I had intended to ground her from Facebook.  No fanfare, no punishing post on her wall for her friends to read and gleefully post, "HAHAHA YOU GOT PWNED BY YOUR MOM!"  Just, a week off to think about our discussions, and for us to talk more.

I didn't end up grounding her.  We have always talked about internet safety, and my main issue was that she challenged me about the photos I objected to, saying no one would see them except her friends.  What I did instead was, on a computer that was not mine and therefore with no prior connection to my own Facebook account, in front of her, set up a brand new user account, let her pick the name, and then looked her up to see what her public settings were, what was visible to complete strangers.

To say that she was shocked was an understatement.  Seeing what she thought of as some fun photos she had let a friend had taken were not, in fact, anywhere close to private, because of her friend's privacy settings.  The friend in question was someone I would have preferred my daughter not to hang out with, and with an oblivious dad in charge, I felt really helpless to prevent things from going from bad to worse.  

I could have lived without the super-provocative poses, or the set of pictures featuring my thirteen year old daughter in a bikini in the snow, draped over the friend's brother's motorcycle with her finger in her mouth.  I could definitely have lived without the friend encouraging her to smoke, or cut classes, or that it would be more fun if my daughter dropped down to hang out with her in some of her applied-level classes as opposed to in the academic stream.  The part that really sent me over the edge was the day she tagged Mel in a post saying they were"going down to the creek with a couple of grade twelve guys, to...you know", with a smirky icon.

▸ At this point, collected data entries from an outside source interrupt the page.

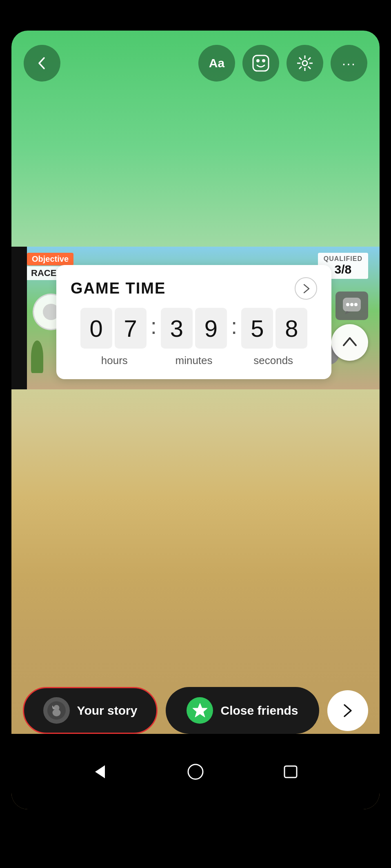 The height and width of the screenshot is (868, 391). What do you see at coordinates (352, 306) in the screenshot?
I see `chat-icon` at bounding box center [352, 306]. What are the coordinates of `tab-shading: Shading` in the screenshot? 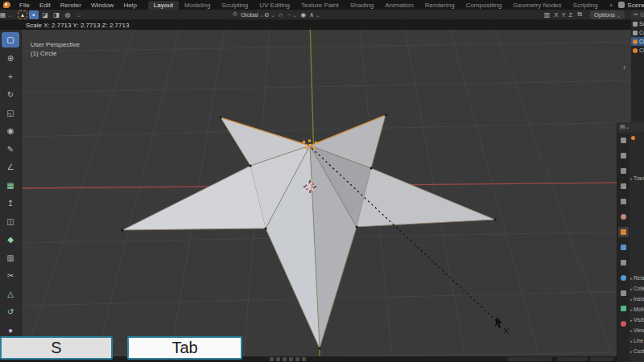 It's located at (362, 5).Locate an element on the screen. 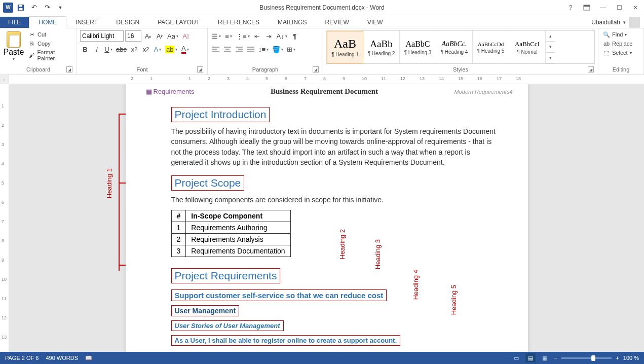 The width and height of the screenshot is (644, 364). bold-icon: B is located at coordinates (85, 49).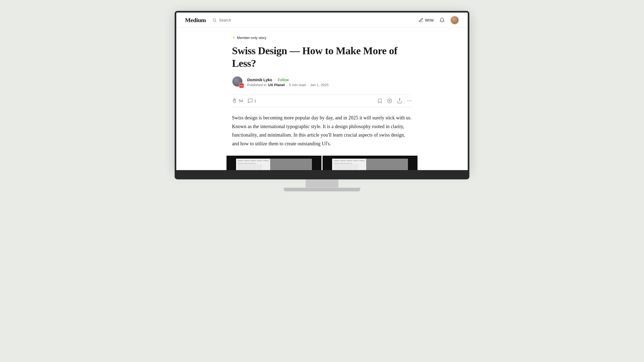 The image size is (644, 362). I want to click on play-icon, so click(390, 101).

There was a happy ending of sorts.  Mel recognized, without my having to spell it out for her, that her friend was bad for her, as much because she wouldn't take no for an answer as because she did things I didn't approve of and didn't want my daughter participating in; that while fun, kinda-sexy selfies are totally okay with me, the ones J was tagging her in for the whole world to see weren't.   

More importantly, she understood WHY.

Grounded, then, but in a better way.  The way I always hoped she would be.